(8 of 9)
But one of the most important religion cases in years, Employment Division, Department of Human Resources of Oregon v. Smith, confounded partisans on all sides and for once has united the forces that usually disagree on most church- state issues. Unlike the most controversial recent cases, Smith did not involve "establishment" issues, of the government getting too involved in some religious activity. Instead it focused on the free-exercise clause, which protects the right of individuals to adhere to their private religious beliefs. The case involved Alfred Smith and Galen Black, two members of the Native American Church who chewed peyote as part of their church's religious ceremonies. They were fired from their jobs as drug counselors and were refused unemployment benefits.
The challenge to the court in Smith was to decide when the government's interest in law enforcement should take priority over someone's private religious practices. The first major ruling on that issue came in 1879, when $ Mormons were forbidden to practice polygamy. One of the leading precedents was fixed in 1963 in Sherbert v. Verner, when the Supreme Court ruled that a worker who refused to work on Saturdays because it was a day of worship was still entitled to unemployment compensation. In that opinion, the court stated that government had to demonstrate a "compelling interest" in order to justify an infringement of religious liberty.
In their Smith ruling last year, the Justices could have used many rationales against accepting the use of peyote for religious reasons -- for instance, that the government has a compelling interest in keeping the workplace free of illegal drugs. But instead, by a 5-to-4 vote, they discarded precedent and decided against Smith and Black on entirely different grounds. Writing for the majority, Justice Scalia declared that "the right of free exercise does not relieve an individual of the obligation to comply with a 'valid and neutral law of general applicability.' " There was no need to use the compelling-interest test in such a situation, he said, because that would permit every person "to become a law unto himself."
For all the rifts among religious and civil-libertarian groups, this decision brought a choir of outrage singing full-voice. A whole clause of the Bill of Rights had been abolished, critics charged, and the whole concept of religious freedom was now imperiled. "On the really small and odd religious groups," said the University of Texas' Laycock, "it's just open season." The court itself was deeply split. In a spirited dissent, Justice Sandra Day O'Connor said the majority's stance "is incompatible with our nation's fundamental commitment to individual religious liberty." As a result of the uproar, Congress is considering a law to restore the compelling-interest test.
THE CHALLENGE
There is no predicting which way this court will go in a case like Lee v. Weisman. The basic split is not only between those who want to accommodate religion and government and those who want to keep the two separate. There is also a split on the court between those who defer to the government and those who continue to emphasize individual liberty.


• [TASK INSTRUCTIONS]
Which lines of the data include the string "Other"? List them all.

• [EXCERPTED RECORDS]
········
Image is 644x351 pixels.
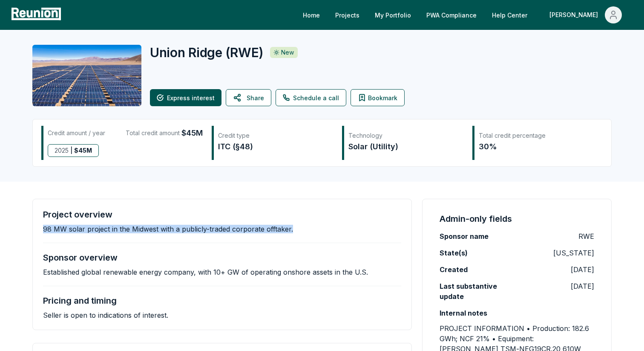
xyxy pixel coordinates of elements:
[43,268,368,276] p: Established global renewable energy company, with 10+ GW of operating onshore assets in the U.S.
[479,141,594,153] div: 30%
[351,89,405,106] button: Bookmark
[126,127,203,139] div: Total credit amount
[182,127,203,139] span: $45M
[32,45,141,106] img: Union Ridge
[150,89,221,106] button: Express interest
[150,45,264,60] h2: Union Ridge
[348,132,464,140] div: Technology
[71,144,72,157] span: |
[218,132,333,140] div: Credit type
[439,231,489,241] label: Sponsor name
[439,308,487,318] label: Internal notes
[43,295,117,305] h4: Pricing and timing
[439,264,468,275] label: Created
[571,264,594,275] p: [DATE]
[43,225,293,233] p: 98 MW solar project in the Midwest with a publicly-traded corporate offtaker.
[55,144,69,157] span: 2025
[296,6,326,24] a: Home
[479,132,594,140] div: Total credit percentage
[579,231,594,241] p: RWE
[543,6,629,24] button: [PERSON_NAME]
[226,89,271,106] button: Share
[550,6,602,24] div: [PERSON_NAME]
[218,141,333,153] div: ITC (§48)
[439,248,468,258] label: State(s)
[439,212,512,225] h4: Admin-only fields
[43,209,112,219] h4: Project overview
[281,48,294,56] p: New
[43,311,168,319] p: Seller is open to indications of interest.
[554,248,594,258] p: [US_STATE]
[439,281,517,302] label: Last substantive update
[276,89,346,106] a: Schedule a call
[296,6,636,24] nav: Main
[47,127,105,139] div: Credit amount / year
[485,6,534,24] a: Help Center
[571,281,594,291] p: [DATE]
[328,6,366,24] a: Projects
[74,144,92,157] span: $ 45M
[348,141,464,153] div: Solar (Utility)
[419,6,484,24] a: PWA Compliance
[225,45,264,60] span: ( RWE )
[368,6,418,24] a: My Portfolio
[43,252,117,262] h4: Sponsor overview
········
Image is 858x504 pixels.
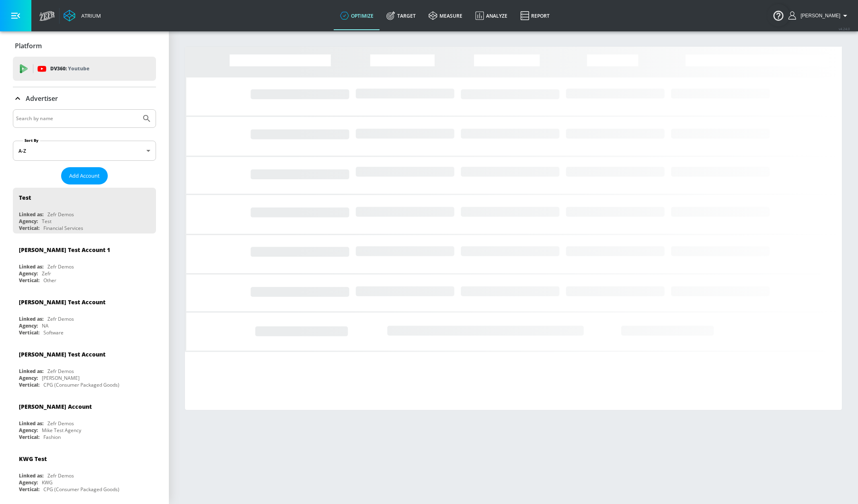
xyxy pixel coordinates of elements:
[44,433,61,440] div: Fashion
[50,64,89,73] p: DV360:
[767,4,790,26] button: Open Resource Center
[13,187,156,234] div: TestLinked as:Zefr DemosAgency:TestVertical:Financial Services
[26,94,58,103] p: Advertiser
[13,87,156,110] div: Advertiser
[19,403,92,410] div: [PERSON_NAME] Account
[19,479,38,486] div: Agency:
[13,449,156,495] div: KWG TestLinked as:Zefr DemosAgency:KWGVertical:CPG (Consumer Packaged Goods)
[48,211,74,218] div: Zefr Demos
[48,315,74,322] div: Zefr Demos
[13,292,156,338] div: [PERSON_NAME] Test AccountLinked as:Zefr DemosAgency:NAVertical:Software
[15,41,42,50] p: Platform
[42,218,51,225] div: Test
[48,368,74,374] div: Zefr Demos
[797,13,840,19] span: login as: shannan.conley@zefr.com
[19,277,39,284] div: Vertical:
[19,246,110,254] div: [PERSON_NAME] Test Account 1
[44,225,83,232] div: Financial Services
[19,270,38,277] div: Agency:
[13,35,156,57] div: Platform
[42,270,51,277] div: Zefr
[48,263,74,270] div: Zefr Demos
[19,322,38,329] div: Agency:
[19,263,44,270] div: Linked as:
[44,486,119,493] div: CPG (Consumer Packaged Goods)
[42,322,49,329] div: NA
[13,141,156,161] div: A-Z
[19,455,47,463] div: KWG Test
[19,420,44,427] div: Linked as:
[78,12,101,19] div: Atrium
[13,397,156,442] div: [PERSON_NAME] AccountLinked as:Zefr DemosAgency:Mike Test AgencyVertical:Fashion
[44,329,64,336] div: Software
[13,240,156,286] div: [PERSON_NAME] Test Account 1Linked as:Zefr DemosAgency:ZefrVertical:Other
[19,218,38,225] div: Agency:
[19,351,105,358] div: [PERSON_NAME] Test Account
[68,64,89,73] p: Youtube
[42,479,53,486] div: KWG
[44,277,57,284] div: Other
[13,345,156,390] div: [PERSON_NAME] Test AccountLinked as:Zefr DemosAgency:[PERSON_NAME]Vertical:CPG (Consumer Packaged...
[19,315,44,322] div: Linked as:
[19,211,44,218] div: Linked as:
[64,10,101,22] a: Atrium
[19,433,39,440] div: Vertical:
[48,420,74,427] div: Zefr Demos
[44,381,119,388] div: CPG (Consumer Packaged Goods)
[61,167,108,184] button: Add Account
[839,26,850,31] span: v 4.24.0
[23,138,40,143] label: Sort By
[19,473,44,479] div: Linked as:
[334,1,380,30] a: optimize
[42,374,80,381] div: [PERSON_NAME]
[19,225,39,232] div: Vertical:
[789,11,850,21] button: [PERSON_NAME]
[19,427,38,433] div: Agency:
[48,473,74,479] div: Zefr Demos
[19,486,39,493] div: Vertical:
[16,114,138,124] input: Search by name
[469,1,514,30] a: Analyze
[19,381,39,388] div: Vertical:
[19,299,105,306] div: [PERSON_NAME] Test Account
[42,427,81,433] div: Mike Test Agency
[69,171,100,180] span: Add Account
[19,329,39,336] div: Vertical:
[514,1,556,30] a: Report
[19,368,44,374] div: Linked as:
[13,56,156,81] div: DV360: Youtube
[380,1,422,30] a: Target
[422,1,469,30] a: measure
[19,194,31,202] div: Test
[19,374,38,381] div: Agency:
········
• [ANSWER TO THE EXERCISE]
[13,240,156,286] div: [PERSON_NAME] Test Account 1Linked as:Zefr DemosAgency:ZefrVertical:Other
[44,277,57,284] div: Other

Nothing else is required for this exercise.